Charlotte/Douglas Fliers Soon Able to Surf

Sept. 6, 2005
Starting this week, passengers at Charlotte/Douglas International Airport can walk up to the granite counter by the food court, pass through the sliding glass door and sit at a booth where they can surf the Internet.

Starting this week, passengers at Charlotte/Douglas International Airport can walk up to the granite counter by the food court, pass through the sliding glass door and sit at a booth where they can surf the Internet.

The center will offer the first public wireless Internet access at the airport -- a service officials say should be popular among business and leisure travelers.

The business center will have a lounge area where passengers with laptops and wireless Internet cards can access the Internet for free. The airport will charge for access to the booths, which offer more privacy, but officials had not yet settled on a price last week.

The business center also will offer access to copiers, phones, fax machines and conference rooms, and it will sell phone and computer accessories.

In opening an independent, full-service business center, the airport is venturing into rare territory. Many big airports, including New York's LaGuardia and Chicago's O'Hare, have centers operated by national companies. Corporate interests that operate such centers say it's a booming enterprise, as business travelers return to the skies and look for ways to maximize their time.

Charlotte's center is overseen by the airport and staffed by HMSHost, which operates the airport's concessions. Charlotte-based Bank of America Corp. is sponsoring the business center, under a two-year agreement that pays the city $425,000 a year in exchange for lending the bank's name to the center, two ATMs at the center's entrance and a nearby kiosk to sell bank products.

Travelers have long asked for a business center at the airport -- and not just business travelers, says Haley Gentry, the airport's public affairs manager.

"It could be a vacation traveler who needs a copy of their passport, or you could be going to a presentation and they made changes to the presentation on the way there and you need a copy," she said. "It's been something we've been missing in our customer service offerings."

At a sneak peek for the Observer last week, workers were finishing work on the reception desk at the front of the center, while others examined architectural plans to figure out Internet wiring.

On the left side of the center, in a separate and futuristic-looking room, are 11 booths, each with white, wing-shaped canopies designed to mute noise. All will have phones. Four will have computers, and the rest will have connections for laptops.

To the right sits a lounge, which will have chairs and could be used for a future expansion of the booths. Two conference rooms are at the back of the 2,300-square-foot center.

"It's high-tech, ready for the businessman," said Billy Bowers of The Bowers Group LLC, which was finishing construction last week.

The center will be open between 6 a.m. and 10 p.m. and will be staffed by several attendants, some of whom used to work at the airport's US Airways clubs.

Airport officials say the center is not designed to compete with the clubs, which require membership or a fee to enter and do not offer photocopying, or computer rentals.

"There's really no major overlap there," Gentry said.

Companies who run airport business centers in other parts of the country say they're growing in popularity.

At Laptop Lane, a division of Austin, Texas-based Wayport Inc., revenue has increased steadily each month, as travelers seek privacy while they work, said spokeswoman Michele Fanning. The company has 15 locations at nine major airports.

The most popular service is Internet access, Fanning said, although making phone calls and buying phone accessories also are big draws.

Even after the 9-11 attacks, the company did not see a drop-off in business, she said.

"People were having to get to the airport two or three hours in advance and needed to stay productive," she said.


What you return should be the complete data below, word for word, with no pictures in it.
━━━━━ Material to process ━━━━━
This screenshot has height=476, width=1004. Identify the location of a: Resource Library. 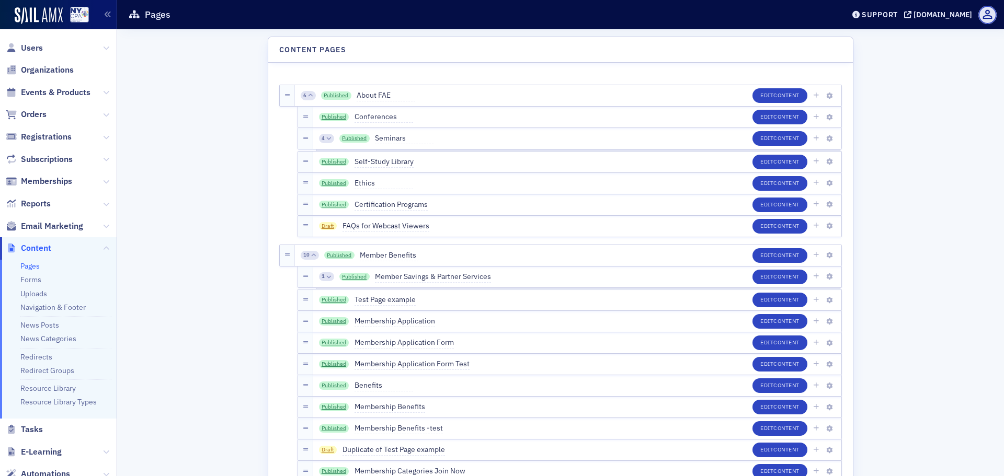
(48, 388).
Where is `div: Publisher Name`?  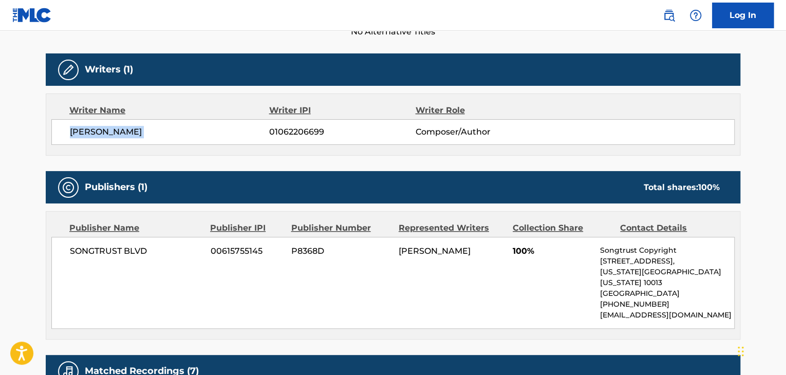
div: Publisher Name is located at coordinates (136, 228).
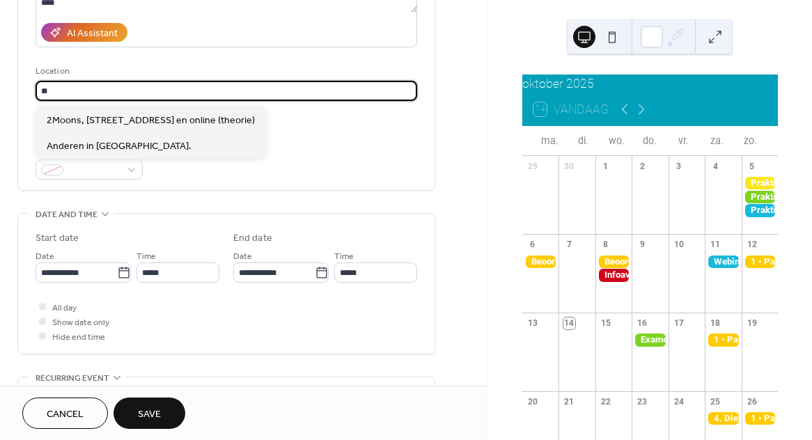 Image resolution: width=812 pixels, height=440 pixels. Describe the element at coordinates (650, 141) in the screenshot. I see `div: do.` at that location.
━━━━━
Exercise output:
This screenshot has height=476, width=1004. Identify the location of a: Resource Library. 
(48, 388).
Where is `div: Publisher Name`?  
div: Publisher Name is located at coordinates (136, 228).
 Image resolution: width=812 pixels, height=440 pixels. Describe the element at coordinates (650, 141) in the screenshot. I see `div: do.` at that location.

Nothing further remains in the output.